Virtu Financial secured a MiCA license to serve institutional crypto clients across the EU as the June 30 compliance deadline approaches.
Virtu Financial secured a MiCA license to serve institutional crypto clients across the EU as the June 30 compliance deadline approaches.

Virtu Financial secured a MiCA license to serve institutional crypto clients across the EU as the June 30 compliance deadline approaches.
Virtu Financial Inc. obtained a Markets in Crypto-Assets license for its Irish subsidiary, enabling the New York-based market maker to offer regulated digital asset services across all 27 EU member states as the bloc's June 30 transitional deadline nears.
"This authorization reflects our commitment to operating within clear regulatory frameworks and serving institutional clients who demand compliance," a Virtu Financial spokesperson said. The company announced the license on June 2.
Virtu Financial Ireland Ltd. received the authorization from Irish regulators under MiCA's passporting mechanism, which allows a single license to cover operations across the entire European Economic Area. The firm already holds a MiFID II license for derivatives trading, granted in March 2025, and a Payment Institution license covering Virtu Card and Virtu Pay, issued in February 2026.
The license arrives as European regulators intensify enforcement. France's Autorité des Marchés Financiers warned on May 28 that crypto platforms must secure full MiCA authorization by June 30 or face public blacklisting and legal proceedings. The European Securities and Markets Authority confirmed in December 2025 that any unlicensed exchange must exit the EU market entirely by July 1.
MiCA's Compliance Mandate Reshapes European Crypto Market
Of the roughly 90 registered digital asset service providers in France that lacked MiCA authorization as of January, only 30 percent had submitted an application, according to AMF data. A full 40 percent said they do not plan to apply, and the remaining 30 percent did not respond to the regulator's inquiries.
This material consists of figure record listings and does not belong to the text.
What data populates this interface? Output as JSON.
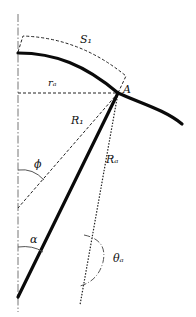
{
  "diagram": {
    "title": "",
    "labels": {
      "S1": "S₁",
      "rA": "rₐ",
      "A": "A",
      "R1": "R₁",
      "phi": "ϕ",
      "RA": "Rₐ",
      "alpha": "α",
      "thetaA": "θₐ"
    },
    "elements": [
      "vertical-axis (dash-dot)",
      "thick-curve through point A",
      "thick-straight-line from axis bottom to A",
      "arc S1 (dashed) above curve",
      "horizontal radius rA (dashed)",
      "line R1 (dashed) to axis",
      "line RA (dotted) downward",
      "angle phi between axis and R1",
      "angle alpha between axis and thick line",
      "angle thetaA at RA line"
    ],
    "colors": {
      "stroke": "#111111",
      "axis": "#777777",
      "background": "#ffffff"
    }
  }
}
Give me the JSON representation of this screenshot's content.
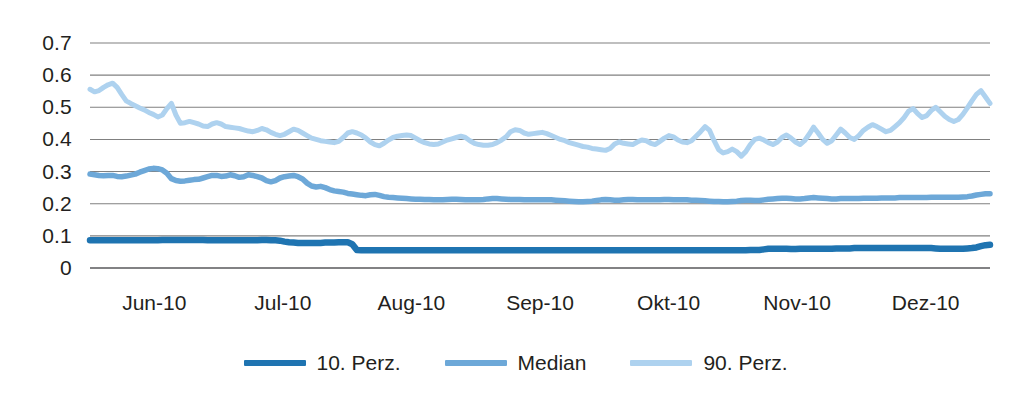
{
  "chart_data": {
    "type": "line",
    "title": "",
    "subtitle": "",
    "xlabel": "",
    "ylabel": "",
    "grid": true,
    "legend_position": "bottom",
    "ylim": [
      0,
      0.7
    ],
    "ytick_labels": [
      "0.7",
      "0.6",
      "0.5",
      "0.4",
      "0.3",
      "0.2",
      "0.1",
      "0"
    ],
    "ytick_values": [
      0.7,
      0.6,
      0.5,
      0.4,
      0.3,
      0.2,
      0.1,
      0
    ],
    "xtick_labels": [
      "Jun-10",
      "Jul-10",
      "Aug-10",
      "Sep-10",
      "Okt-10",
      "Nov-10",
      "Dez-10"
    ],
    "colors": {
      "p10": "#1f74b1",
      "median": "#6da8d8",
      "p90": "#aed2ef",
      "gridline": "#808080",
      "axis": "#58595b",
      "text": "#231f20",
      "background": "#ffffff"
    },
    "series": [
      {
        "name": "10. Perz.",
        "color": "#1f74b1",
        "values": [
          0.086,
          0.086,
          0.086,
          0.086,
          0.086,
          0.086,
          0.086,
          0.086,
          0.086,
          0.086,
          0.086,
          0.086,
          0.086,
          0.086,
          0.086,
          0.086,
          0.087,
          0.087,
          0.087,
          0.087,
          0.087,
          0.087,
          0.087,
          0.087,
          0.087,
          0.087,
          0.086,
          0.086,
          0.086,
          0.086,
          0.086,
          0.086,
          0.086,
          0.086,
          0.086,
          0.086,
          0.086,
          0.086,
          0.087,
          0.087,
          0.086,
          0.086,
          0.085,
          0.082,
          0.08,
          0.079,
          0.078,
          0.078,
          0.078,
          0.078,
          0.078,
          0.078,
          0.079,
          0.079,
          0.079,
          0.08,
          0.08,
          0.08,
          0.074,
          0.056,
          0.055,
          0.055,
          0.055,
          0.055,
          0.055,
          0.055,
          0.055,
          0.055,
          0.055,
          0.055,
          0.055,
          0.055,
          0.055,
          0.055,
          0.055,
          0.055,
          0.055,
          0.055,
          0.055,
          0.055,
          0.055,
          0.055,
          0.055,
          0.055,
          0.055,
          0.055,
          0.055,
          0.055,
          0.055,
          0.055,
          0.055,
          0.055,
          0.055,
          0.055,
          0.055,
          0.055,
          0.055,
          0.055,
          0.055,
          0.055,
          0.055,
          0.055,
          0.055,
          0.055,
          0.055,
          0.055,
          0.055,
          0.055,
          0.055,
          0.055,
          0.055,
          0.055,
          0.055,
          0.055,
          0.055,
          0.055,
          0.055,
          0.055,
          0.055,
          0.055,
          0.055,
          0.055,
          0.055,
          0.055,
          0.055,
          0.055,
          0.055,
          0.055,
          0.055,
          0.055,
          0.055,
          0.055,
          0.055,
          0.055,
          0.055,
          0.055,
          0.055,
          0.055,
          0.055,
          0.055,
          0.055,
          0.055,
          0.055,
          0.055,
          0.055,
          0.055,
          0.056,
          0.056,
          0.056,
          0.058,
          0.06,
          0.06,
          0.06,
          0.06,
          0.06,
          0.059,
          0.059,
          0.06,
          0.06,
          0.06,
          0.06,
          0.06,
          0.06,
          0.06,
          0.06,
          0.061,
          0.061,
          0.061,
          0.061,
          0.062,
          0.062,
          0.062,
          0.062,
          0.062,
          0.062,
          0.062,
          0.062,
          0.062,
          0.062,
          0.062,
          0.062,
          0.062,
          0.062,
          0.062,
          0.062,
          0.062,
          0.062,
          0.061,
          0.06,
          0.06,
          0.06,
          0.06,
          0.06,
          0.06,
          0.061,
          0.062,
          0.064,
          0.068,
          0.071,
          0.072
        ]
      },
      {
        "name": "Median",
        "color": "#6da8d8",
        "values": [
          0.292,
          0.29,
          0.288,
          0.287,
          0.288,
          0.288,
          0.285,
          0.284,
          0.286,
          0.289,
          0.292,
          0.298,
          0.303,
          0.308,
          0.31,
          0.309,
          0.305,
          0.295,
          0.278,
          0.272,
          0.27,
          0.271,
          0.273,
          0.275,
          0.276,
          0.28,
          0.284,
          0.288,
          0.288,
          0.285,
          0.286,
          0.29,
          0.287,
          0.282,
          0.284,
          0.29,
          0.288,
          0.284,
          0.28,
          0.272,
          0.268,
          0.272,
          0.28,
          0.284,
          0.286,
          0.288,
          0.284,
          0.277,
          0.264,
          0.255,
          0.252,
          0.254,
          0.25,
          0.244,
          0.24,
          0.238,
          0.236,
          0.232,
          0.23,
          0.228,
          0.226,
          0.225,
          0.228,
          0.229,
          0.226,
          0.222,
          0.22,
          0.219,
          0.218,
          0.217,
          0.216,
          0.215,
          0.214,
          0.214,
          0.213,
          0.213,
          0.212,
          0.212,
          0.212,
          0.213,
          0.214,
          0.214,
          0.213,
          0.212,
          0.212,
          0.212,
          0.212,
          0.213,
          0.215,
          0.216,
          0.216,
          0.215,
          0.214,
          0.213,
          0.213,
          0.213,
          0.212,
          0.212,
          0.212,
          0.212,
          0.212,
          0.212,
          0.212,
          0.211,
          0.21,
          0.209,
          0.208,
          0.207,
          0.206,
          0.206,
          0.207,
          0.208,
          0.21,
          0.212,
          0.213,
          0.212,
          0.211,
          0.211,
          0.212,
          0.213,
          0.213,
          0.212,
          0.212,
          0.212,
          0.212,
          0.212,
          0.212,
          0.213,
          0.213,
          0.212,
          0.212,
          0.212,
          0.212,
          0.211,
          0.211,
          0.21,
          0.209,
          0.208,
          0.207,
          0.207,
          0.206,
          0.206,
          0.207,
          0.208,
          0.21,
          0.211,
          0.211,
          0.21,
          0.21,
          0.212,
          0.214,
          0.215,
          0.216,
          0.217,
          0.217,
          0.216,
          0.215,
          0.215,
          0.216,
          0.218,
          0.219,
          0.218,
          0.217,
          0.216,
          0.215,
          0.215,
          0.216,
          0.216,
          0.216,
          0.216,
          0.216,
          0.217,
          0.217,
          0.217,
          0.217,
          0.218,
          0.218,
          0.218,
          0.218,
          0.219,
          0.219,
          0.219,
          0.219,
          0.219,
          0.219,
          0.219,
          0.22,
          0.22,
          0.22,
          0.22,
          0.22,
          0.22,
          0.22,
          0.221,
          0.222,
          0.224,
          0.227,
          0.229,
          0.231,
          0.231
        ]
      },
      {
        "name": "90. Perz.",
        "color": "#aed2ef",
        "values": [
          0.556,
          0.548,
          0.552,
          0.562,
          0.57,
          0.575,
          0.562,
          0.54,
          0.52,
          0.512,
          0.505,
          0.498,
          0.492,
          0.484,
          0.478,
          0.47,
          0.476,
          0.496,
          0.512,
          0.476,
          0.45,
          0.452,
          0.456,
          0.452,
          0.448,
          0.442,
          0.44,
          0.448,
          0.452,
          0.448,
          0.44,
          0.438,
          0.436,
          0.434,
          0.43,
          0.426,
          0.424,
          0.428,
          0.434,
          0.43,
          0.422,
          0.416,
          0.412,
          0.416,
          0.424,
          0.432,
          0.428,
          0.42,
          0.412,
          0.404,
          0.4,
          0.396,
          0.394,
          0.392,
          0.39,
          0.394,
          0.406,
          0.42,
          0.424,
          0.42,
          0.414,
          0.404,
          0.392,
          0.384,
          0.38,
          0.388,
          0.398,
          0.406,
          0.41,
          0.412,
          0.414,
          0.412,
          0.404,
          0.396,
          0.39,
          0.386,
          0.384,
          0.386,
          0.392,
          0.398,
          0.402,
          0.406,
          0.41,
          0.406,
          0.396,
          0.388,
          0.384,
          0.382,
          0.382,
          0.384,
          0.39,
          0.398,
          0.408,
          0.424,
          0.43,
          0.428,
          0.42,
          0.416,
          0.418,
          0.42,
          0.422,
          0.418,
          0.412,
          0.406,
          0.4,
          0.396,
          0.39,
          0.386,
          0.382,
          0.378,
          0.376,
          0.372,
          0.37,
          0.368,
          0.366,
          0.372,
          0.386,
          0.392,
          0.388,
          0.386,
          0.384,
          0.392,
          0.398,
          0.396,
          0.388,
          0.384,
          0.394,
          0.404,
          0.412,
          0.408,
          0.398,
          0.392,
          0.39,
          0.396,
          0.41,
          0.424,
          0.44,
          0.428,
          0.396,
          0.368,
          0.358,
          0.362,
          0.37,
          0.362,
          0.348,
          0.362,
          0.384,
          0.4,
          0.404,
          0.398,
          0.39,
          0.384,
          0.392,
          0.406,
          0.414,
          0.404,
          0.392,
          0.384,
          0.396,
          0.416,
          0.438,
          0.42,
          0.4,
          0.388,
          0.396,
          0.414,
          0.432,
          0.42,
          0.406,
          0.4,
          0.412,
          0.428,
          0.438,
          0.446,
          0.44,
          0.432,
          0.424,
          0.428,
          0.44,
          0.452,
          0.468,
          0.488,
          0.496,
          0.48,
          0.468,
          0.474,
          0.49,
          0.5,
          0.486,
          0.472,
          0.462,
          0.456,
          0.462,
          0.478,
          0.498,
          0.52,
          0.54,
          0.552,
          0.532,
          0.512
        ]
      }
    ]
  },
  "legend": {
    "items": [
      {
        "label": "10. Perz.",
        "color": "#1f74b1"
      },
      {
        "label": "Median",
        "color": "#6da8d8"
      },
      {
        "label": "90. Perz.",
        "color": "#aed2ef"
      }
    ]
  }
}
AMF President Marie-Anne Barbat-Layani said companies that fail to obtain a license must have "orderly wind-down plans" to offload customers and cease operations.
MiCA requires licensed exchanges to segregate client assets from operational funds under Article 70 of the regulation, maintain minimum capital reserves, and comply with cybersecurity standards equivalent to those applied to traditional banks. The Transfer of Funds Regulation, effective Dec. 30, 2024, also mandates that licensed exchanges collect and transmit sender and recipient information on crypto transfers, mirroring wire transfer rules in traditional banking.
Institutional Traders Gain a Compliant Gateway
Virtu's entry into the regulated crypto space follows OKX Europe Ltd., which received full MiCA authorization from Malta's Malta Financial Services Authority on Jan. 27, 2025, becoming one of the first global exchanges to passport services across 28 EEA countries covering more than 400 million people. Unlike OKX, which operates a retail-facing exchange, Virtu focuses on institutional liquidity provision across multiple asset classes, positioning it to capture a share of the growing institutional crypto trading flow under a compliant framework.
The convergence of traditional finance and digital assets is accelerating as more regulated entities enter the market. Virtu's MiCA license, combined with its existing MiFID II and payment licenses, places the firm under the same regulatory standards applied to traditional financial institutions — a structure that may appeal to pension funds, asset managers, and hedge funds seeking crypto exposure without regulatory risk.
This article is for informational purposes only and does not constitute investment advice.